Friday, December 5, 2008

Batman Begins and The Dark Knight put together

After the critically acclaimed Batman Begins ran its course to fairly tepid box office returns, I had always looked forward to what a new Batman flick would be with Nolan at the helm. In my opinion, Batman Begins is pretty difficult to top, where every minute is important and every decision made, whether that is cinematography, to effects has some reason behind it. It is refreshing to see a movie that treats you as a person with a brain and that movie engages you very well.

Fast forward to a few months back, The Dark Knight came as Nolan's second entry into his opus, and while it is definitely a hefty follow up, I have always come to think that Batman Begins was a better movie overall. We have seen so many articles that deal with The Dark Knight as a movie and how it has been the best of 2008, but this article is not about that.

Having watched Batman Begins numerous times, (and making it a point to watch it a day before seeing The Dark Knight in the theater), it is interesting how Nolan's vision of making that film every part linked to Batman Begins without really telegraphing it.

The first striking theme is how Bruce Wayne and Harvey Dent are similar but due to different circumstances turn out differently. Harvey Dent was driven to madness when he saw how he had lost Rachel and everything else. Bruce Wayne in Batman Begins was also driven by similar circumstances, with the loss of his parents and the hunger for vengeance. It is thereby an interesting quote in Batman Begins that I think echoes very much what Dent lacked.

Henri Ducard tells Bruce during his time in the mountains, "Your anger gives you great power, but if you let it, it will destroy you." Who would have thought that such a line could ever ring so true in The Dark Knight when Harvey Dent feeds into his anger and ultimately let it control his course of downfall. Dent had no social support structure Bruce had during such a pivotal time. If Bruce had not met Ducard and had not been redirected from that path in the prison cells, Bruce would have been truly lost as Ducard said and as Harvey became. Harvey rejected what little help mentally he could have had and found himself directed only by madness, a perverted sense of fairness and the barrel of a gun.

In its definition of villainy, the League of Shadows and the Joker seemingly operate with similar means. The Joker often mentions how man's morality is a joke and that at the end of the day, every man is at heart evil. While the League of Shadows operated under a different rationale, Ras Al Ghul in the final act of Batman Begins mentions "Create enough hunger and everyone becomes a criminal." The League of Shadows had always been in a moral check in society and they have thereby noted how easy it is to fall into criminality. Like the Joker, they intend to create destruction and chaos because of man's evil, although they have different intensions in mind whilst serving that function.

It is also interesting to see Bruce's evolution from the creation of Batman to the man who now has that power and presence in Gotham. In the beginning, Bruce is a troubled soul, guided by his own morals as well as the tutelage of Henri Ducard. As Batman, Bruce channels all that rage and negative energy towards combating and defeating criminality. By the time The Dark Knight unfolds, you sense how Bruce has moved on from the brooding and incredibly hurtful place into one where he now sits more comfortably in his place as an experienced crime fighter. Gone is the psychological pain although he still remembers what drove him to be where he is, and in its place, the yearning to move on from that. The journey from Batman Begins to The Dark Knight that Bruce takes creates that natural progression that Bruce knows why he does it and he also now knows why it has to end at some point for him.

In the final act of The Dark Knight, Bruce realizes the sacrifice he is needed to take to help rid crime in Gotham as the same sacrifice he has done when he embarked on that journey to be Batman. He knows that because of the path he chose, there will not be the path for him to come back to normalcy. That is how Batman Begins ends, and that is, apparently, also how The Dark Knight closes.

Quite a fit for the two movies and I have no doubt that both will create such a strong connection when viewed side-by-side.

1 comment:

The Rush Blog said...

After the critically acclaimed Batman Begins ran its course to fairly tepid box office returns, I had always looked forward to what a new Batman flick would be with Nolan at the helm.


Tepid box office returns?? You've got to be joking. It made three times the amount it cost.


• TASK REQUIREMENTS:
Everything in the entries below should be restated exactly, except for the pictures.

• DATASET:
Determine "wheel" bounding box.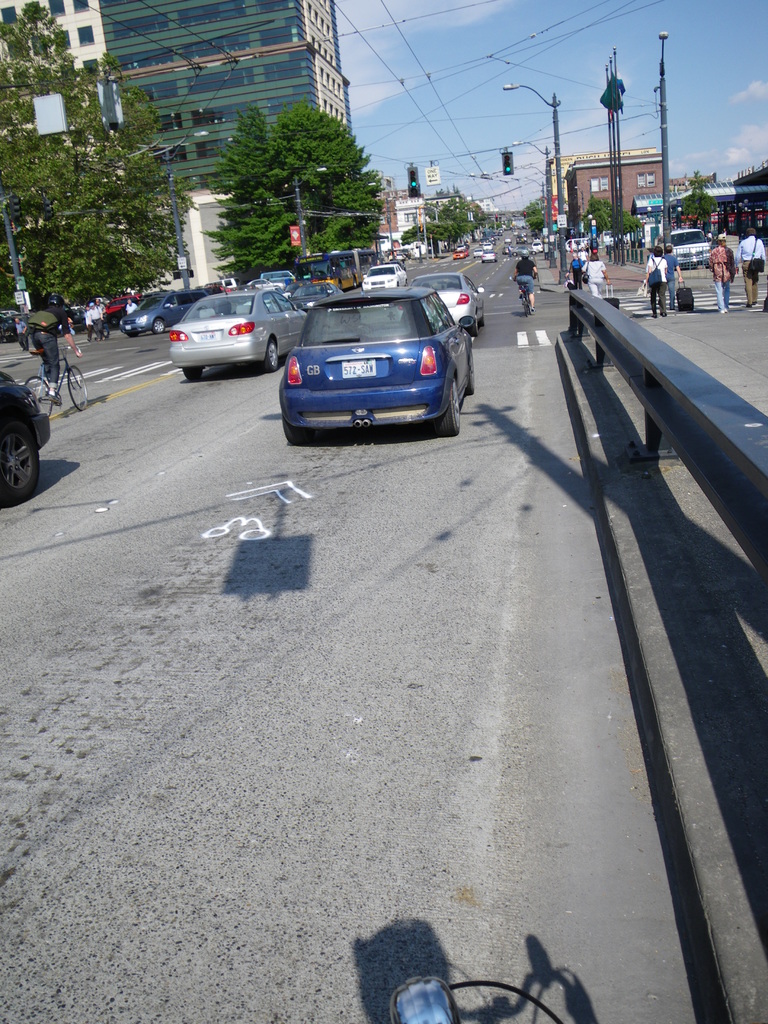
Determined: [261, 339, 279, 372].
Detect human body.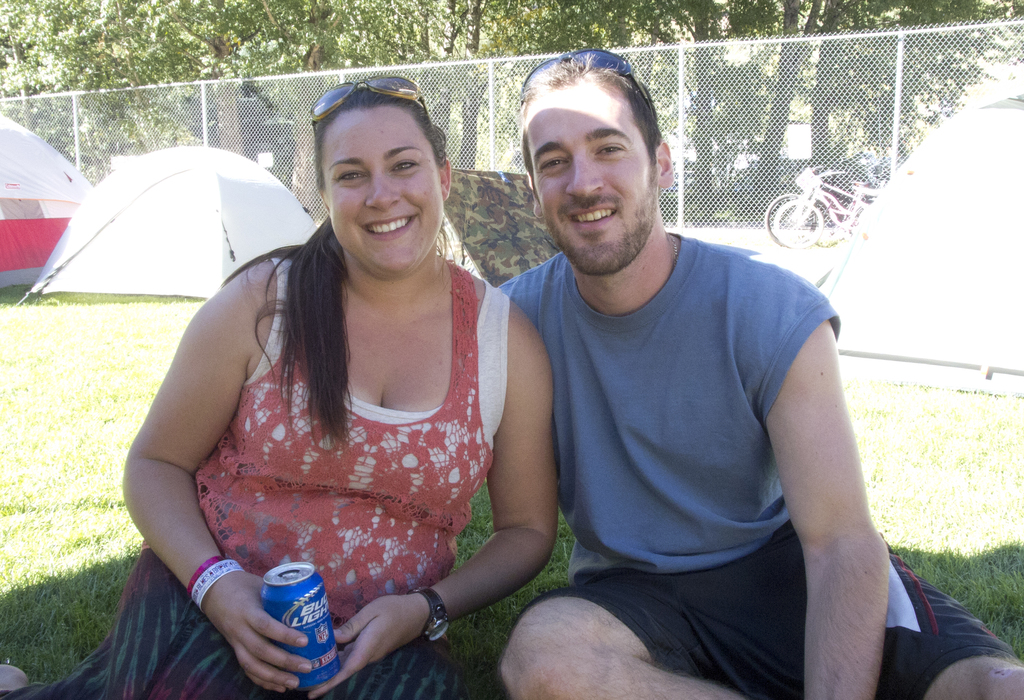
Detected at bbox=(499, 57, 1022, 699).
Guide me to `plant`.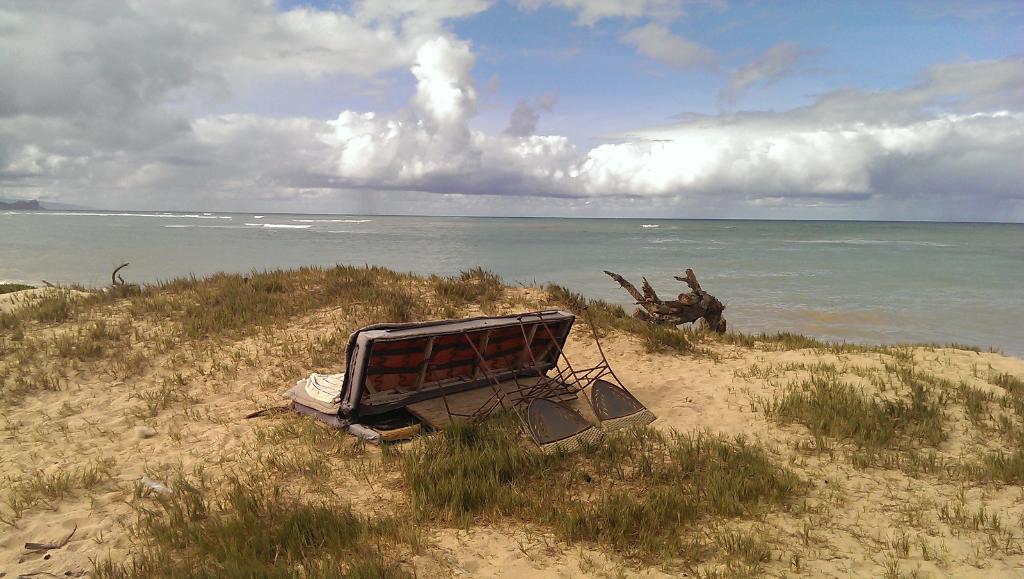
Guidance: 744 393 760 418.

• REPLY:
Determine "wheel" bounding box.
Determined: [261, 339, 279, 372].
Detect human body.
Detected at bbox=(499, 57, 1022, 699).
Guide me to `plant`.
Guidance: 744 393 760 418.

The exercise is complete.